Clarren’s first chapter “Beyond the Pale” juxtaposes the treatment of the two groups. Native American culture had no concept that land could be sold so the first treaties made were unfair and meaningless from the start. The U.S. government continued to take advantage – to lie to and cheat Native Americans in an effort to rid the country of those they saw as either dangerous savages or innocents needing to be westernized. In fact, the government still controls much of their financial lives, giving Native Americans less freedom than any other group living in the U.S. Clarren also writes of the prejudice and attacks against the Jews in Europe, including how her great-great-grandfather was beaten during a pogrom and left for dead, something from which he never completely recovered. She offers comparisons between the U.S. government’s treatment of Native Americans and the Eastern European treatment of its Jews: both were only allowed to live in certain areas, neither could own weapons or land, and both were subject to the whims of government officials and their neighbors. 

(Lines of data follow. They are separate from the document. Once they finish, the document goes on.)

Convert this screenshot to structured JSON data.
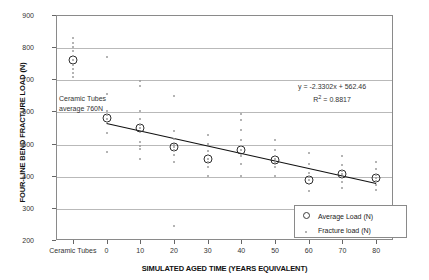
{
  "chart_data": {
    "type": "scatter",
    "title": "",
    "xlabel": "SIMULATED AGED TIME (YEARS EQUIVALENT)",
    "ylabel": "FOUR-LINE BEND FRACTURE LOAD (N)",
    "ylim": [
      200,
      900
    ],
    "ytick_labels": [
      "900",
      "800",
      "700",
      "600",
      "500",
      "400",
      "300",
      "200"
    ],
    "ytick_values": [
      900,
      800,
      700,
      600,
      500,
      400,
      300,
      200
    ],
    "xtick_labels": [
      "Ceramic\nTubes",
      "0",
      "10",
      "20",
      "30",
      "40",
      "50",
      "60",
      "70",
      "80"
    ],
    "xtick_values": [
      "ceramic",
      0,
      10,
      20,
      30,
      40,
      50,
      60,
      70,
      80
    ],
    "grid": true,
    "legend_position": "bottom-right",
    "annotation": "Ceramic Tubes\naverage 760N",
    "trendline_equation": "y = -2.3302x + 562.46",
    "trendline_r2_prefix": "R",
    "trendline_r2_sup": "2",
    "trendline_r2_value": " = 0.8817",
    "trendline_slope": -2.3302,
    "trendline_intercept": 562.46,
    "trendline_r2": 0.8817,
    "series": [
      {
        "name": "Average Load (N)",
        "marker": "open-circle",
        "color": "#2e2e2e",
        "points": [
          {
            "x": "ceramic",
            "y": 760
          },
          {
            "x": 0,
            "y": 580
          },
          {
            "x": 10,
            "y": 547
          },
          {
            "x": 20,
            "y": 489
          },
          {
            "x": 30,
            "y": 452
          },
          {
            "x": 40,
            "y": 480
          },
          {
            "x": 50,
            "y": 448
          },
          {
            "x": 60,
            "y": 388
          },
          {
            "x": 70,
            "y": 406
          },
          {
            "x": 80,
            "y": 392
          }
        ]
      },
      {
        "name": "Fracture load (N)",
        "marker": "dot",
        "color": "#9b9b9b",
        "points": [
          {
            "x": "ceramic",
            "y": 828
          },
          {
            "x": "ceramic",
            "y": 812
          },
          {
            "x": "ceramic",
            "y": 800
          },
          {
            "x": "ceramic",
            "y": 789
          },
          {
            "x": "ceramic",
            "y": 772
          },
          {
            "x": "ceramic",
            "y": 760
          },
          {
            "x": "ceramic",
            "y": 746
          },
          {
            "x": "ceramic",
            "y": 733
          },
          {
            "x": "ceramic",
            "y": 720
          },
          {
            "x": "ceramic",
            "y": 707
          },
          {
            "x": 0,
            "y": 768
          },
          {
            "x": 0,
            "y": 653
          },
          {
            "x": 0,
            "y": 600
          },
          {
            "x": 0,
            "y": 588
          },
          {
            "x": 0,
            "y": 578
          },
          {
            "x": 0,
            "y": 566
          },
          {
            "x": 0,
            "y": 532
          },
          {
            "x": 0,
            "y": 473
          },
          {
            "x": 10,
            "y": 694
          },
          {
            "x": 10,
            "y": 678
          },
          {
            "x": 10,
            "y": 600
          },
          {
            "x": 10,
            "y": 578
          },
          {
            "x": 10,
            "y": 559
          },
          {
            "x": 10,
            "y": 547
          },
          {
            "x": 10,
            "y": 506
          },
          {
            "x": 10,
            "y": 493
          },
          {
            "x": 10,
            "y": 484
          },
          {
            "x": 10,
            "y": 452
          },
          {
            "x": 20,
            "y": 647
          },
          {
            "x": 20,
            "y": 540
          },
          {
            "x": 20,
            "y": 513
          },
          {
            "x": 20,
            "y": 497
          },
          {
            "x": 20,
            "y": 489
          },
          {
            "x": 20,
            "y": 481
          },
          {
            "x": 20,
            "y": 463
          },
          {
            "x": 20,
            "y": 442
          },
          {
            "x": 20,
            "y": 243
          },
          {
            "x": 30,
            "y": 528
          },
          {
            "x": 30,
            "y": 500
          },
          {
            "x": 30,
            "y": 478
          },
          {
            "x": 30,
            "y": 463
          },
          {
            "x": 30,
            "y": 452
          },
          {
            "x": 30,
            "y": 443
          },
          {
            "x": 30,
            "y": 428
          },
          {
            "x": 30,
            "y": 400
          },
          {
            "x": 40,
            "y": 591
          },
          {
            "x": 40,
            "y": 572
          },
          {
            "x": 40,
            "y": 543
          },
          {
            "x": 40,
            "y": 512
          },
          {
            "x": 40,
            "y": 494
          },
          {
            "x": 40,
            "y": 480
          },
          {
            "x": 40,
            "y": 462
          },
          {
            "x": 40,
            "y": 437
          },
          {
            "x": 40,
            "y": 400
          },
          {
            "x": 50,
            "y": 512
          },
          {
            "x": 50,
            "y": 480
          },
          {
            "x": 50,
            "y": 462
          },
          {
            "x": 50,
            "y": 452
          },
          {
            "x": 50,
            "y": 443
          },
          {
            "x": 50,
            "y": 428
          },
          {
            "x": 50,
            "y": 400
          },
          {
            "x": 60,
            "y": 470
          },
          {
            "x": 60,
            "y": 437
          },
          {
            "x": 60,
            "y": 410
          },
          {
            "x": 60,
            "y": 395
          },
          {
            "x": 60,
            "y": 386
          },
          {
            "x": 60,
            "y": 374
          },
          {
            "x": 60,
            "y": 352
          },
          {
            "x": 70,
            "y": 462
          },
          {
            "x": 70,
            "y": 433
          },
          {
            "x": 70,
            "y": 416
          },
          {
            "x": 70,
            "y": 406
          },
          {
            "x": 70,
            "y": 397
          },
          {
            "x": 70,
            "y": 382
          },
          {
            "x": 70,
            "y": 361
          },
          {
            "x": 80,
            "y": 443
          },
          {
            "x": 80,
            "y": 420
          },
          {
            "x": 80,
            "y": 403
          },
          {
            "x": 80,
            "y": 394
          },
          {
            "x": 80,
            "y": 385
          },
          {
            "x": 80,
            "y": 372
          },
          {
            "x": 80,
            "y": 356
          }
        ]
      }
    ]
  }
}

However, things changed for those Jews who came to the United States. Yes, there was antisemitism and they were often not fully accepted by their neighbors, but they were finally able to own land, something they could not do in Eastern Europe. In fact, the government was offering free land – land stolen from Native Americans – but these immigrants didn’t look carefully at the reasons the land was available. Clarren does look at those reasons in heartbreaking detail, but she also understands why those like her great-great-grandfather weren’t concerned about the political motivations behind the offer. She notes that her ancestors “had finally escaped exile; they believed they were no longer wandering. I hope they felt a thrill, a sense of pride. For the first time in generations, they were standing on their own land.” That sense of pride lasted for generations – even for those who never farmed the land – and was still spoken of when Clarren was little, before she knew there was another side of the story. 

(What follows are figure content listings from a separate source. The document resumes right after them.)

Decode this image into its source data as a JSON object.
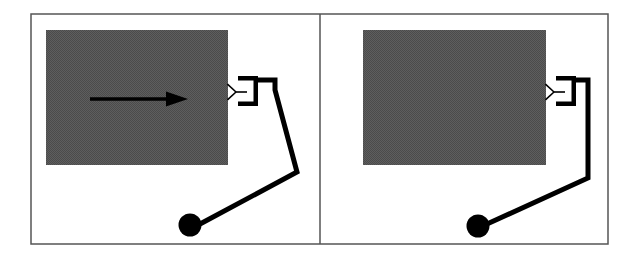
{
  "figure": {
    "title": "Two-panel illustration of a display with pointing device",
    "background_color": "#ffffff",
    "width": 644,
    "height": 260,
    "border": {
      "color": "#555555",
      "width": 1.5,
      "x": 31,
      "y": 14,
      "w": 577,
      "h": 230
    },
    "divider": {
      "color": "#555555",
      "width": 1.5,
      "x": 320,
      "y1": 14,
      "y2": 244
    }
  },
  "colors": {
    "screen_gray": "#5a5a5a",
    "screen_gray_dither": "#4e4e4e",
    "ink_black": "#000000",
    "frame_gray": "#555555",
    "paper_white": "#ffffff"
  },
  "panels": [
    {
      "id": "panel-left",
      "label": "left-panel",
      "screen": {
        "label": "display-screen",
        "x": 46,
        "y": 30,
        "w": 182,
        "h": 135,
        "fill": "#5a5a5a"
      },
      "arrow": {
        "label": "motion-arrow",
        "visible": true,
        "direction": "right",
        "x1": 90,
        "y1": 99,
        "x2": 188,
        "y2": 99,
        "shaft_width": 3.5,
        "head_length": 22,
        "head_width": 15,
        "color": "#000000"
      },
      "connector": {
        "label": "bracket-connector",
        "x": 238,
        "y": 76,
        "w": 20,
        "h": 30,
        "stroke_width": 4.5,
        "color": "#000000"
      },
      "antenna": {
        "label": "three-prong-marker",
        "cx": 236,
        "cy": 92,
        "size": 11,
        "stroke_width": 1.6,
        "color": "#000000"
      },
      "cable": {
        "label": "cable",
        "stroke_width": 5,
        "color": "#000000",
        "points": [
          [
            258,
            80
          ],
          [
            275,
            80
          ],
          [
            275,
            90
          ],
          [
            297,
            172
          ],
          [
            200,
            224
          ]
        ]
      },
      "puck": {
        "label": "pointing-device-puck",
        "cx": 190,
        "cy": 225,
        "r": 11.5,
        "fill": "#000000"
      }
    },
    {
      "id": "panel-right",
      "label": "right-panel",
      "screen": {
        "label": "display-screen",
        "x": 363,
        "y": 30,
        "w": 183,
        "h": 135,
        "fill": "#5a5a5a"
      },
      "arrow": {
        "label": "motion-arrow",
        "visible": false,
        "direction": "right",
        "x1": 0,
        "y1": 0,
        "x2": 0,
        "y2": 0,
        "shaft_width": 3.5,
        "head_length": 22,
        "head_width": 15,
        "color": "#000000"
      },
      "connector": {
        "label": "bracket-connector",
        "x": 556,
        "y": 76,
        "w": 20,
        "h": 30,
        "stroke_width": 4.5,
        "color": "#000000"
      },
      "antenna": {
        "label": "three-prong-marker",
        "cx": 554,
        "cy": 92,
        "size": 11,
        "stroke_width": 1.6,
        "color": "#000000"
      },
      "cable": {
        "label": "cable",
        "stroke_width": 5,
        "color": "#000000",
        "points": [
          [
            576,
            80
          ],
          [
            588,
            80
          ],
          [
            588,
            90
          ],
          [
            588,
            178
          ],
          [
            487,
            224
          ]
        ]
      },
      "puck": {
        "label": "pointing-device-puck",
        "cx": 478,
        "cy": 226,
        "r": 11.5,
        "fill": "#000000"
      }
    }
  ]
}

The author notes the U.S. government’s treatment of Native Americans, including the forcible removal of children from their parents and their placement in boarding schools (where they were punished for speaking their native language or practicing native customs), policies that forced larger family units apart in order to break Native Americans’ traditional practices and denying them citizenship to prevent them from voting. Also discussed is the continued breaking of treaties and the harm done by government policies that refused to see the Native Americans as anything but children unable to control their own destiny. Clarren shows the many ways that Native American activists have worked to change this, but, even today, they have not been completely successful.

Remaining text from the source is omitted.